Day 58: Hung the toilet paper roller AND the towel holder in the downstairs bathroom. Epic.

Day 59: Tossed a pile of recipes that I had cut out from newspapers and magazines. It seems like all people who like to cook have one of these piles of recipes that they go through a couple of times a year, yet never manage to pull anything out and actually make it. Not anymore. They’re in the recycling guy’s hands now.

Day 60: Swept out the garage, or at least the parts I could get to with a broom.

Day 61: Nada. I did schoolwork and worried about my mom and her sick dog.

RIP Jay Bear

Mom’s Pomeranian, Jay Bear, died tonight.

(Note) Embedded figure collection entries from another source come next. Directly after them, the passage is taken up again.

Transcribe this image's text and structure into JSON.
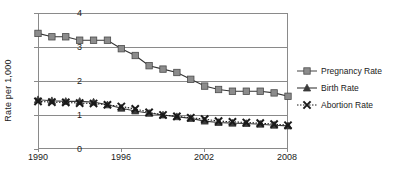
{
  "chart_data": {
    "type": "line",
    "title": "",
    "xlabel": "",
    "ylabel": "Rate per 1,000",
    "xlim": [
      1990,
      2008
    ],
    "ylim": [
      0,
      4
    ],
    "yticks": [
      0,
      1,
      2,
      3,
      4
    ],
    "xticks": [
      1990,
      1996,
      2002,
      2008
    ],
    "grid": "horizontal",
    "legend_position": "right",
    "x": [
      1990,
      1991,
      1992,
      1993,
      1994,
      1995,
      1996,
      1997,
      1998,
      1999,
      2000,
      2001,
      2002,
      2003,
      2004,
      2005,
      2006,
      2007,
      2008
    ],
    "series": [
      {
        "name": "Pregnancy Rate",
        "marker": "square",
        "line": "solid",
        "color": "#8c8c8c",
        "values": [
          3.4,
          3.3,
          3.3,
          3.2,
          3.2,
          3.2,
          2.95,
          2.75,
          2.45,
          2.35,
          2.25,
          2.05,
          1.85,
          1.75,
          1.7,
          1.7,
          1.7,
          1.65,
          1.55
        ]
      },
      {
        "name": "Birth Rate",
        "marker": "triangle",
        "line": "solid",
        "color": "#3a3a3a",
        "values": [
          1.45,
          1.42,
          1.4,
          1.4,
          1.38,
          1.3,
          1.2,
          1.12,
          1.05,
          1.0,
          0.95,
          0.9,
          0.82,
          0.78,
          0.76,
          0.75,
          0.73,
          0.7,
          0.68
        ]
      },
      {
        "name": "Abortion Rate",
        "marker": "x",
        "line": "dotted",
        "color": "#1a1a1a",
        "values": [
          1.4,
          1.38,
          1.37,
          1.35,
          1.34,
          1.3,
          1.25,
          1.18,
          1.08,
          1.0,
          0.96,
          0.92,
          0.88,
          0.82,
          0.8,
          0.78,
          0.76,
          0.73,
          0.7
        ]
      }
    ]
  },
  "legend": {
    "items": [
      {
        "label": "Pregnancy Rate"
      },
      {
        "label": "Birth Rate"
      },
      {
        "label": "Abortion Rate"
      }
    ]
  },
  "axes": {
    "y_title": "Rate per 1,000",
    "y_tick_labels": [
      "4",
      "3",
      "2",
      "1",
      "0"
    ],
    "x_tick_labels": [
      "1990",
      "1996",
      "2002",
      "2008"
    ]
  }
}
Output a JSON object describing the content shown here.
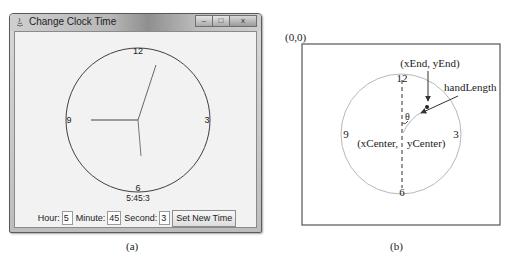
{
  "panel_a": {
    "window": {
      "title": "Change Clock Time",
      "controls": {
        "minimize": "–",
        "maximize": "□",
        "close": "x"
      }
    },
    "clock": {
      "numbers": {
        "12": "12",
        "3": "3",
        "6": "6",
        "9": "9"
      },
      "time_label": "5:45:3",
      "hour": 5,
      "minute": 45,
      "second": 3
    },
    "controls": {
      "hour_label": "Hour:",
      "hour_value": "5",
      "minute_label": "Minute:",
      "minute_value": "45",
      "second_label": "Second:",
      "second_value": "3",
      "set_button": "Set New Time"
    },
    "caption": "(a)"
  },
  "panel_b": {
    "origin_label": "(0,0)",
    "end_label": "(xEnd, yEnd)",
    "hand_length_label": "handLength",
    "theta_label": "θ",
    "center_label_x": "(xCenter,",
    "center_label_y": "yCenter)",
    "numbers": {
      "12": "12",
      "3": "3",
      "6": "6",
      "9": "9"
    },
    "caption": "(b)"
  },
  "colors": {
    "clock_circle_a": "#404040",
    "hands_a": "#555555",
    "circle_b": "#b8b8b8",
    "diagram_lines": "#333333"
  }
}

It’s killing me that I can’t get to her without a seven-hour drive that I don’t have time to make, and no amount of money in the world can get me a direct flight to any nearby airport.

He was an intense little dog who made noises like a cat and was scared of flies. He was the first dog that Mom had sans kids, so he was all hers — no co-owners away at college or spending their early working years in a pet-free apartment.

This is the part that makes people swear they’ll never get another pet. This is the part we sort of forget, lest we never again experience the joy that animals bring us.

Midterms. I totally forgot that I even HAD a blog until this very moment.